I have windows task which restarts IIS at midnight 00:00. In my application there is a background thread which runs a global refresh at around 02:00.

My problem is that the application starts only on the first request from a browser. This may not occur for quite some time and the global refresh can be late in starting.

Is there any way to start the application without first browsing to the web application?

+3  A: 

You can have another task that accesses your web site after IIS is restarted.

Still, I can't see why would you have a thread doing maintenance inside your IIS worker process. If the process dies from some reason (for example - because of the recycling configuration in the web site's application pool) the work won't get done. It's better to do this from a separate process, such as windows service or a scheduled windows task.

Doron Yaacoby
+1  A: 

You shouldn't have any threads scheduled inside an IIS web application - becasue IIS has some logic to recycle the worker process and your application when it is not used. Its better to run it as a separate application (scheduled separately).

Grzenio
+3  A: 

Ideally you should keep maintenance tasks such as this separate from your web application (either as a scheduled task or Windows service).

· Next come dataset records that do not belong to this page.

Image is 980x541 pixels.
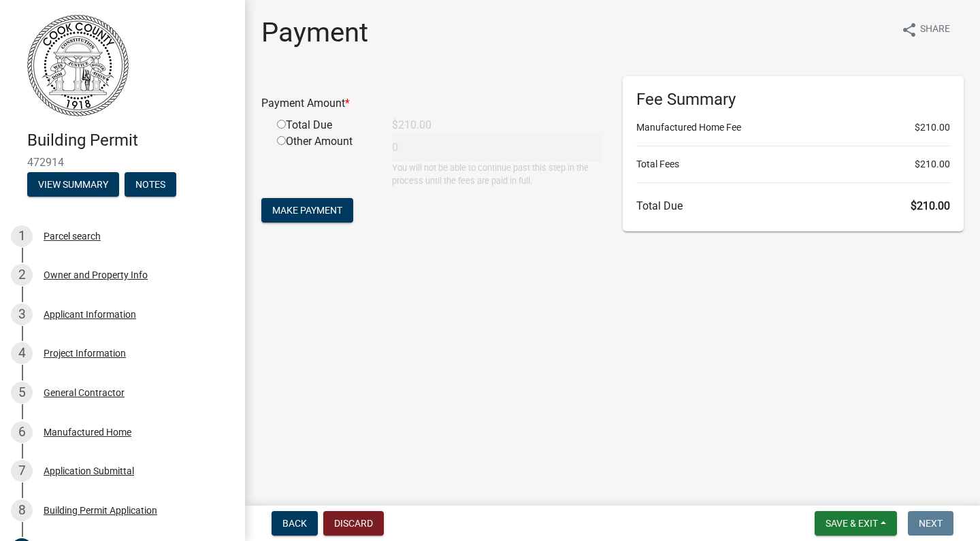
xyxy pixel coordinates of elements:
wm-modal-confirm: Summary [27,180,119,190]
button: View Summary [27,172,119,196]
span: 472914 [27,156,218,169]
div: Parcel search [43,232,100,241]
div: Other Amount [266,133,382,187]
span: $210.00 [911,200,951,213]
button: Discard [323,511,384,535]
div: 5 [11,382,33,404]
span: Back [283,518,307,528]
div: Applicant Information [43,309,136,319]
div: Manufactured Home [43,427,131,436]
div: Total Due [266,117,382,133]
button: Save & Exit [815,511,897,535]
wm-modal-confirm: Notes [125,180,176,190]
i: share [901,22,918,38]
div: Building Permit Application [43,506,157,515]
span: $210.00 [915,157,951,171]
button: Make Payment [261,198,353,222]
li: Total Fees [637,157,951,171]
button: shareShare [890,16,961,43]
div: 4 [11,342,33,364]
div: 2 [11,264,33,286]
div: 3 [11,303,33,325]
div: 8 [11,500,33,521]
div: 6 [11,421,33,442]
li: Manufactured Home Fee [637,120,951,135]
div: 7 [11,460,33,481]
div: General Contractor [43,388,125,398]
div: Owner and Property Info [43,270,148,279]
h6: Fee Summary [637,90,951,110]
button: Next [908,511,954,535]
span: Make Payment [272,205,343,215]
h1: Payment [261,16,368,49]
span: Save & Exit [826,518,878,528]
div: 1 [11,225,33,247]
button: Notes [125,172,176,196]
img: Cook County, Georgia [27,15,129,117]
span: Share [920,22,951,38]
span: $210.00 [915,120,951,135]
span: Next [919,518,943,528]
h6: Total Due [637,200,951,213]
div: Application Submittal [43,466,134,475]
h4: Building Permit [27,130,234,150]
div: Project Information [43,348,126,358]
div: Payment Amount [251,95,612,111]
button: Back [272,511,318,535]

But, if you really need to do it this way could create a batch file that does:

iisreset /restart
"C:\Program Files\GnuWin32\bin\wget.exe" -O nul http://www.myapp.com/default.aspx

Then run this batch file as your scheduled task at 12:00. This will restart IIS and warm up your application.

You can get GNU wget.exe from:

WGET for Windows (SourceForge)

Kev
Just a small caveat to note for some rarer scenarios: This won't work in the Web site is configured to use an IIS Web garden. (Well, it will, but it'll only warm up one worker process, the one that spun up to serve the request.)
Nicholas Piasecki
This is true, but OP just needs his background thread to be created/initialised and ready for action rather than his whole app warmed up. Also we'd be into a whole different world of thinking this if it was running on web garden...i.e. concurrency issues.
Kev
A: 

You could also use a Powershell script called by task manager. Here is simple six-line script we use to "warm up" SharePoint servers.

You could repurpose or find a similar script for a basic .NET application.